Another prominent member of the group said that while his personal Facebook account

hasn’t been targeted by the JIDF, he knew of several people whose accounts had been

hacked, including one friend whose Facebook account had been deleted four times. He

attributes the hacking to the JIDF. In emails to Haaretz, he maintains that his group

never censors responses or posts from users that are pro-Israel, illustrating, he

says, that the JIDF practices censorship, as opposed to many of the groups on Facebook

that it targets.

The Anti-Defamation League, which has an Internet department monitoring anti-Semitism

online and has been recognized for its actions to fight “cyber bullying,” told Haaretz

that it does not condone any form of hacking or vigilante action online.
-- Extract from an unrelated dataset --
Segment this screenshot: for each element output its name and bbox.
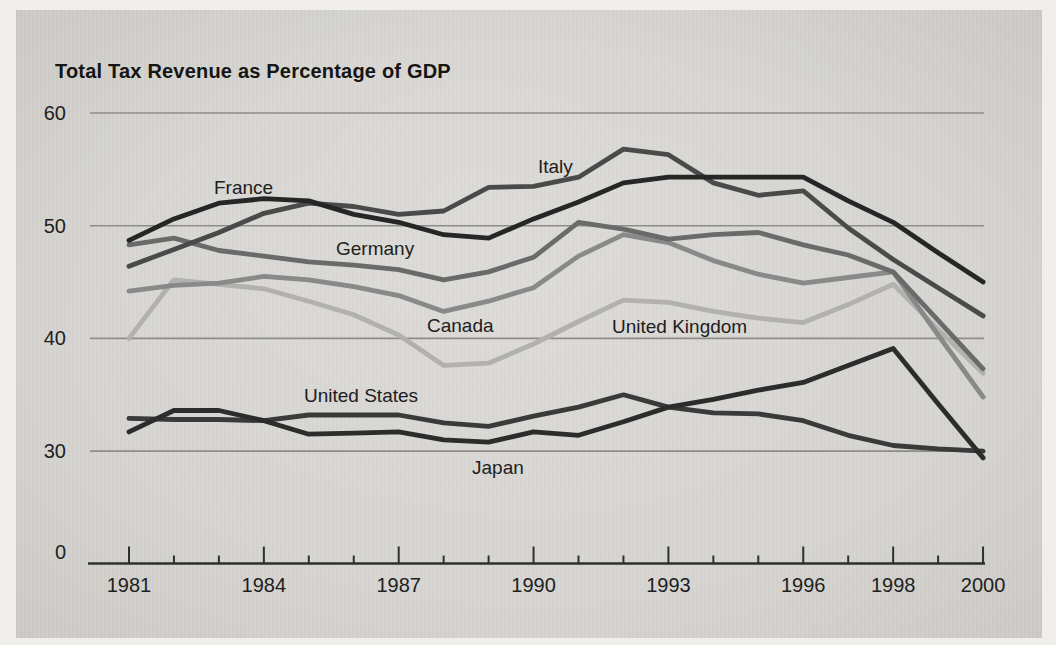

The ADL says

its policy is to “put a spotlight” on hate sites, notifying hosts and servers that

these groups are violating the sites’ terms of usage and pushing them to respond to

those actions in a civil, legal way.

Calling social networking sites “the next frontier in online hate,” ADL civil rights

director Deborah Lauter says via email that while the ADL does not advocate

censorship, it has “reached out to Web site owners and Internet Service Providers

(ISPs), asking them to review the content of Web sites in relation to their policies”

to remove or block those users whose content they have uploaded violates the site’s

rules.

“The larger, more popular social networking Web sites are generally responsive in this

regard,” the ADL says, though the sheer number of users of social networking sites

makes it impossible to completely eradicate the problem.

“MySpace, for example, has a large, dedicated staff solely devoted to this issue. And

we know they are effective, by the great many complaints voiced by racists and

anti-Semites who have discovered that the offensive content (such as material that

advocates racist or anti-Semitic views, Holocaust denial, or calls for violence

against minority groups) they uploaded was deleted,” says Lauter. “Some extremists

have been so frustrated that they have gone on to set up their own white supremacist

social networking sites.”

Perhaps those sites will turn out to be the venue for the next phase of the Internet

intifada. Online warriors, take note.